Before his presence tears down all my walls.
His blue eyes are more piercing than ever, but the rest of him seems… broken.
As for me, almost two months have gone by painstakingly slowly. Since Kendall snapped me out of my rut, I spent a couple weeks getting everything back up to date. I’ve had my studio and the animal shelter to keep me busy during the day, and cleaning my empty apartment fills my nights.
It’s made me realize Ty is the most exciting thing that’s ever happened to me. Sitting across from him, I miss the way we laughed together. How he made me feel in and out of the bedroom.
/>
I even miss being annoyed by him.
I miss him.
And because he hasn’t been answering my calls, I hopped on a plane to see him in person.
Inhaling, I steady my voice, determined not to let him affect me. Not to give him any more power. I’m here on a mission.
“You don’t deserve my help,” I repeat more firmly. “I’m not here because you deserve anything from me, but I want to help you move on. Not with me, but with your life.” I choose my next words carefully. “I’m sorry about your sister.”

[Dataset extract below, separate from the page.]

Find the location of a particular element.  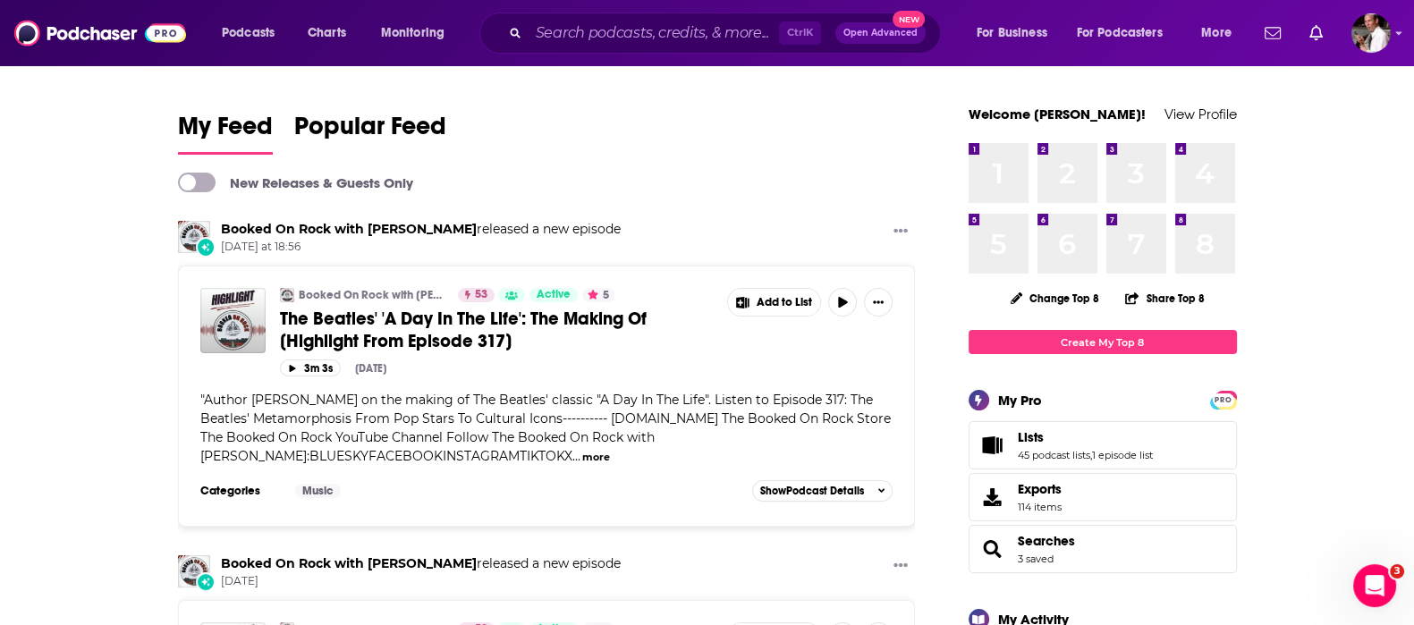

a: Charts is located at coordinates (326, 33).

He pushes his food away, his obvious shock at seeing me here now gone. “You don’t know the half of it,” he spits.
“So tell me.”
He looks around the restaurant in horror. Granted, I would rather do this at his apartment, but Sebastian said he hasn’t been there much lately. He finally spilled that Ty’s been hanging around a dusty bar called Pete’s.
“No.” He narrows his gaze at me, making me think my pushiness is getting me into more trouble than good.
We’re at a standstill.
His jaw is set, and my eyes are trained on him like they are when I study a bar full of weights, about to do squats.
Determined, I lean over the table and squeeze his cheeks between my thumb and fingers, bringing him back to reality, the one he so badly wants to escape. “You basically moved in here. I mean, do you pay rent yet? Does Pete know he has a squatter? Look at you. When was the last time you showered or at least changed your clothes? You smell like peanut butter and”—I take a whiff—“mustard. You smell like a gorilla’s asshole.”
“That’s what a gorilla’s asshole smells like? Very specific.”
I glare at him, his lips smashed together in my hand like a fish.
“Listen, I don’t need your fucking help.” He pushes my hand off him, holding it briefly before letting it fall. He glances once more at me, then stands.
“What’re you doing?”
“I don’t know why you came all the way over here. I haven’t been answering your calls for a reason. I’m a big boy. I don’t need you to babysit me or worse, try to understand how I feel.” He lowers his voice to a sad whisper, like an afterthought. Like the ominously slow drizzle after a strong rain. “You can’t possibly know the constant agony that consumes me. The nightmares I can’t unsee of her cold, unmoving body as I laid my best friend into the ground.”